Agenda






















Saturday 10th of October 2026
Staying lucid, agile and independent into old age
08.00
Refreshments and exhibits
09.00 – 09.15
Welcome
.
09.15 – 9.45
Miguel del campo, M.D., (Spain)
Preventing and addressing the development of prostate and breast cancers.
9:45 – 10.15
Bradley Weeks, M.D., (USA)
Strategies to improve and maintain cognition.
10.15 – 10.45
Tim Bean (New Zealand)
Muscle-centric ageing: Rethinking exercise in later life, (strength as a clinical outcome).
Independence in old age isn’t just the absence of disease, it’s the capacity to cope, adapt and remain functionally autonomous. Muscle strength predicts mobility, risk of falls, hospitalisation and overall mortality more robustly than muscle mass alone.
In this fast-moving discussion I’ll be positioning strength training as a non-pharmacological intervention with quantifiable impact. Resistance and high-effort. Training improve neuromuscular function, balance, metabolic health and functional reserve. Strength training may also be framed as a driver of systemic signalling (myokines, metabolic resilience, neural adaptation), over and above its capacity to function and operate our physiology at a purely mechanical level.
But here’s what that means in the real-world; Muscle isn’t just tissue, it’s a systemic organ that underpins resilience, metabolic health and functional independence. Strength training, therefore, isn’t an optional lifestyle bonus anymore, it’s a biology-based intervention that determines whether we remain agile, lucid and functionally independent as we age.
10.45- 11.15
Robert Verkerk, Ph.D., (UK)
Why we run out of fuel with age. How to reverse it; Nitric Oxide, muscles and bioenergetics.
11.15 – 12.00
Bill Lawrence, Ph.D., MS, JD, (USA)
Peptide bioregulators and organ regeneration- latest clinical outcomes.
12.00 – 13.30
Lunch, refreshments and exhibits.
13.30 – 14.00
Tina Peers, N.D., (UK)
The emerging spike protein protocols.
14.00 – 14.30
Elena Seranova, Ph.D., (UAE)
Re-engineering ageing through NAD⁺ and autophagy.
Ageing can be understood as a loss of cellular order-where repair lags behind damage and metabolic signaling becomes noisy. This talk reframes longevity as a control problem, with NAD⁺ metabolism and autophagy as core stabilizing systems. Dr. Elena Seranova examines how modern stressors deplete NAD⁺ and suppress cellular cleanup, then contrasts NAD⁺ IV infusions with oral NMN supplementation through a mechanistic and practical lens. The focus is not stimulation, but regulation – distinguishing transient elevation from durable metabolic leverage.
14.30 – 15.00
Marios Kyriazis, M.D., (Cyprus)
The silent fire: Detecting and preventing infammaging.
15.00 – 15.30
Grace Liu, PharmD., (USA)
Evidence based activities that lengthen telomeres, and our tribal connections to one another, habits and activities that raise and balance neurotransmitters, neurohormones and peptides.
15.30 – 16.00
Professor Deby Vinski, M.D., (Indonesia)
Improving skin and hair with stem cells and exomes.
16.00 – 16.30
TBC
16.30 – 17.30
Q&As
17.30 – 19:00
Refreshments and exhibits
20.00 – 21:00
Dinner
21.00 – 21.30
After dinner talk by Liz Parrish on the development of gene therapies. Followed by the British Longevity Society award presented to Dr. Aubrey de Grey.
22:00
Closing toast followed by dancing to live jazz music.
23:00
Summit Closes
*Subjects and content are subject to change without notice.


### REQUIRED ACTION
Exactly how many lines in the data below contain the string "ffffff"? Give that number and nothing else.

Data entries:

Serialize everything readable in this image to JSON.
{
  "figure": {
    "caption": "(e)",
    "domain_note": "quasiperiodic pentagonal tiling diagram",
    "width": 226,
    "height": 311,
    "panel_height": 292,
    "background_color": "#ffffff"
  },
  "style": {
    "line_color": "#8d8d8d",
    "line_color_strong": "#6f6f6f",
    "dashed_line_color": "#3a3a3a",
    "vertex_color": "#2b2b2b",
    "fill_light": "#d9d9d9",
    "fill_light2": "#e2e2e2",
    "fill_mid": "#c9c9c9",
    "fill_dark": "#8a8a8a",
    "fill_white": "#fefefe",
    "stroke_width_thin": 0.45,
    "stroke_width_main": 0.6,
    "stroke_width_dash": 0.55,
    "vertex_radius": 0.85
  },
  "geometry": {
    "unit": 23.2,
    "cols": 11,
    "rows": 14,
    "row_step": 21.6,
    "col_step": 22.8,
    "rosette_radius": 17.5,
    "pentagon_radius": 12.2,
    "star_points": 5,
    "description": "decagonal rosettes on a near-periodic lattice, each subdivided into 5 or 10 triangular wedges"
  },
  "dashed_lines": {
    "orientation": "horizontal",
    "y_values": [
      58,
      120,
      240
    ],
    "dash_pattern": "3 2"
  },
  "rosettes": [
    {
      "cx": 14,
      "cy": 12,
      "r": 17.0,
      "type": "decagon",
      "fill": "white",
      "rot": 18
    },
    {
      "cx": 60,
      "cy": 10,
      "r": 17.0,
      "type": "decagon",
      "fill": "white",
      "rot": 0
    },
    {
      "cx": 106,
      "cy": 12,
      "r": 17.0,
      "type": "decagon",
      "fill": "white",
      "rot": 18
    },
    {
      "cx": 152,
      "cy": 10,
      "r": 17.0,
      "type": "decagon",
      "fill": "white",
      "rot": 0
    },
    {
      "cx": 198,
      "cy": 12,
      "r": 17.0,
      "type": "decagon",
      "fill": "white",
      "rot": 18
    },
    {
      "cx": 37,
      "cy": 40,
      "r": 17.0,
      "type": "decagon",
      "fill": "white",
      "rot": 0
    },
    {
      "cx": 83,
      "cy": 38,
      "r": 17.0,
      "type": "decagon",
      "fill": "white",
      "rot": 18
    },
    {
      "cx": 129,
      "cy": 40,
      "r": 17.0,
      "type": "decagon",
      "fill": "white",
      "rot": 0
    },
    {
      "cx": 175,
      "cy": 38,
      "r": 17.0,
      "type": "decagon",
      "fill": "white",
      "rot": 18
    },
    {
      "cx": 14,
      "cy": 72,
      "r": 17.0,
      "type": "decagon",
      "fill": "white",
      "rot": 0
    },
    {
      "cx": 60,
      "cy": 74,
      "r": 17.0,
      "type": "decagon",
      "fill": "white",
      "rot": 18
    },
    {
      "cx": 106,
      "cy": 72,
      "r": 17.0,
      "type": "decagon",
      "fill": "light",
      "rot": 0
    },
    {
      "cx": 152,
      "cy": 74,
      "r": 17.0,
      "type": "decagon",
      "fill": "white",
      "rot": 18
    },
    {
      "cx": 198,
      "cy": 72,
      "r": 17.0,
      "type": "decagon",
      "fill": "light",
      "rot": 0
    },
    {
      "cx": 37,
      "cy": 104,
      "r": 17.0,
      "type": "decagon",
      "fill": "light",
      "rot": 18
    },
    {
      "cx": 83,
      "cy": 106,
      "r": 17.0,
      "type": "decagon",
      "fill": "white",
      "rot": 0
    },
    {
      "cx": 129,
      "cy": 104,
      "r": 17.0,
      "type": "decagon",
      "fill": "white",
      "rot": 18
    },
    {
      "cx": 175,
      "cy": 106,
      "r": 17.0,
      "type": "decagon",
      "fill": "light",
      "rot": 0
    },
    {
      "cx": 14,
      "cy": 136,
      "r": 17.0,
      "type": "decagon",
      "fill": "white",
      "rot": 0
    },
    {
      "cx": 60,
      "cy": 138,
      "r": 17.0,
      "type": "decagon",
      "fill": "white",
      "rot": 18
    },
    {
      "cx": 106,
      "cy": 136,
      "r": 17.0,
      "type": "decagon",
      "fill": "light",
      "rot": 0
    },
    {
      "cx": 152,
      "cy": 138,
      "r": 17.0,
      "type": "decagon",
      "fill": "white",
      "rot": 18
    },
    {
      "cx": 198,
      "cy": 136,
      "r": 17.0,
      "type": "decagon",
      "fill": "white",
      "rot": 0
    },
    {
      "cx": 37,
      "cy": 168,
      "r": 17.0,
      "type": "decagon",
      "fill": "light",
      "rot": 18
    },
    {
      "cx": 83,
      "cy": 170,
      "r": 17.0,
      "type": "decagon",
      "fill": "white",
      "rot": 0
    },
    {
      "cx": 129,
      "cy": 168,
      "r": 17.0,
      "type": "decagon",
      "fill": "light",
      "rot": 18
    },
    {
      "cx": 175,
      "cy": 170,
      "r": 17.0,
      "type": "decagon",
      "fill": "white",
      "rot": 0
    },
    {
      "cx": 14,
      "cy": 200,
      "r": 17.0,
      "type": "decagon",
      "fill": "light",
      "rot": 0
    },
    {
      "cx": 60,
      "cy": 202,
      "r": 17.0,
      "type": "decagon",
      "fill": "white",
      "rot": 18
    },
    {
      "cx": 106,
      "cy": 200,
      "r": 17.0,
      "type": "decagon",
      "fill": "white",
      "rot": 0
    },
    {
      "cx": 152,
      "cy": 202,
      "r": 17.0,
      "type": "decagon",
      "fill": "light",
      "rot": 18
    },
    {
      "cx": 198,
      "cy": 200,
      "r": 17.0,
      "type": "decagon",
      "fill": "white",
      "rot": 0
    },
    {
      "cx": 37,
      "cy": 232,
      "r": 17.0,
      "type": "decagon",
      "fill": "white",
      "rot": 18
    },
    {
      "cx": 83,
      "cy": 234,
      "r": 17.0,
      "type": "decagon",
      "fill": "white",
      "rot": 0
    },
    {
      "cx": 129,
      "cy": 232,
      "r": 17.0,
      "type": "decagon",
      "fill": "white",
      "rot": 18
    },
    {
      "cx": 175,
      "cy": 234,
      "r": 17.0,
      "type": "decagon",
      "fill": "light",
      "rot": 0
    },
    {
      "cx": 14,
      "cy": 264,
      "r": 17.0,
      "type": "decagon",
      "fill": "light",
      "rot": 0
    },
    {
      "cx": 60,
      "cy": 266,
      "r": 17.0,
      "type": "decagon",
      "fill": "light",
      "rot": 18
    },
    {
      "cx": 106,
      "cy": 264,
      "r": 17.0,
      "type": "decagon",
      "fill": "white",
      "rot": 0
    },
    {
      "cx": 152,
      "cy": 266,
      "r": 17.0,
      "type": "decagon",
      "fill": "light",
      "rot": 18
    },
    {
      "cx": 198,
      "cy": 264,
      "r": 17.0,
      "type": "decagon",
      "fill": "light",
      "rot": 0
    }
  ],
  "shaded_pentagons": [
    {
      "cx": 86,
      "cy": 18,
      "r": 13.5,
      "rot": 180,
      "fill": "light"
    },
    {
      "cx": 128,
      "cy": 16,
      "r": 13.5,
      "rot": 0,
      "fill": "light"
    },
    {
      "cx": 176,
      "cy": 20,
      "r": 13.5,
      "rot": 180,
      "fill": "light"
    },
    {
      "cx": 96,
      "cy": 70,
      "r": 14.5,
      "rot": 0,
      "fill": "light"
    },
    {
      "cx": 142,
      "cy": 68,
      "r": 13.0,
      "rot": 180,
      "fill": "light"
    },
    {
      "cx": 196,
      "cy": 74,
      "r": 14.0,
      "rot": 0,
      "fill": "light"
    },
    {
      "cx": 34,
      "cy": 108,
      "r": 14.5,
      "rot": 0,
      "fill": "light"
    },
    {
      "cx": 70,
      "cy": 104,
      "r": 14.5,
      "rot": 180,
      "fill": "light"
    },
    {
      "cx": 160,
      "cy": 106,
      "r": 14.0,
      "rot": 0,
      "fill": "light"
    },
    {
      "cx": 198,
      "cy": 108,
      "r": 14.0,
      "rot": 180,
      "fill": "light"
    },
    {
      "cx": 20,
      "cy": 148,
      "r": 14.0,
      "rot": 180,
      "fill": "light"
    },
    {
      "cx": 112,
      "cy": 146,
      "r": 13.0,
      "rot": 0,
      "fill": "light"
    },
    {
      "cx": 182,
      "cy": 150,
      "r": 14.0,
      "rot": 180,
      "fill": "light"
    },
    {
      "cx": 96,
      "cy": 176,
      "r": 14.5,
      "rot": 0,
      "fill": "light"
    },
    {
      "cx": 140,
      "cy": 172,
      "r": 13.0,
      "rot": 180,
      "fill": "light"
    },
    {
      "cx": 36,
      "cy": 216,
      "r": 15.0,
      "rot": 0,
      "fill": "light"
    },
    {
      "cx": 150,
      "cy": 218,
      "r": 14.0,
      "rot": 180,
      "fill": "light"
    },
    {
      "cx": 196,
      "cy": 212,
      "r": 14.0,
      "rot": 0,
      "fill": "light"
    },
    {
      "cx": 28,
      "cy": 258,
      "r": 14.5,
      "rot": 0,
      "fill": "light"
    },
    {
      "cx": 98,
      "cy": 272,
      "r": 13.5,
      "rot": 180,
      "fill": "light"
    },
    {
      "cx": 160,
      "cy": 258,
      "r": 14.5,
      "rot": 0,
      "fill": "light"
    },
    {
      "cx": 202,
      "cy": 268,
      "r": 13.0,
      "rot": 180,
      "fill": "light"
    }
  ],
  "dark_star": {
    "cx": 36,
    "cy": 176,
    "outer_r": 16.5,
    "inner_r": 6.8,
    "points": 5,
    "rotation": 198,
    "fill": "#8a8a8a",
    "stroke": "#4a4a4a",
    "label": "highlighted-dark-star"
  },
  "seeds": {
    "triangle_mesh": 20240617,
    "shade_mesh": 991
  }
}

...

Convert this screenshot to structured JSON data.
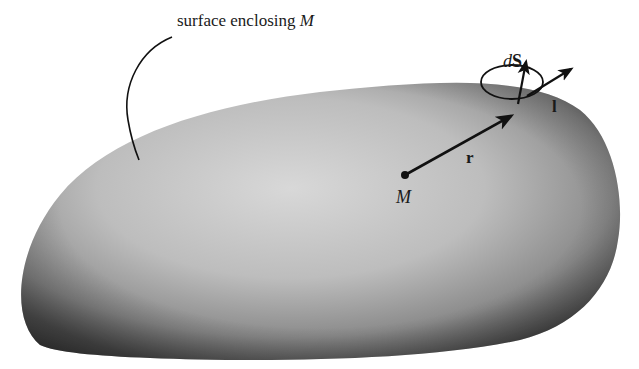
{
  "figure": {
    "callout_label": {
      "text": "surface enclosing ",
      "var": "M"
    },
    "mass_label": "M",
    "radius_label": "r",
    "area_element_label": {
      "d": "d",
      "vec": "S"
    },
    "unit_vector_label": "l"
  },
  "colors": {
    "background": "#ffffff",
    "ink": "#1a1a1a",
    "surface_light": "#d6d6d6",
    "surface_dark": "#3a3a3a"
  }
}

### EXERCISE RESULT
2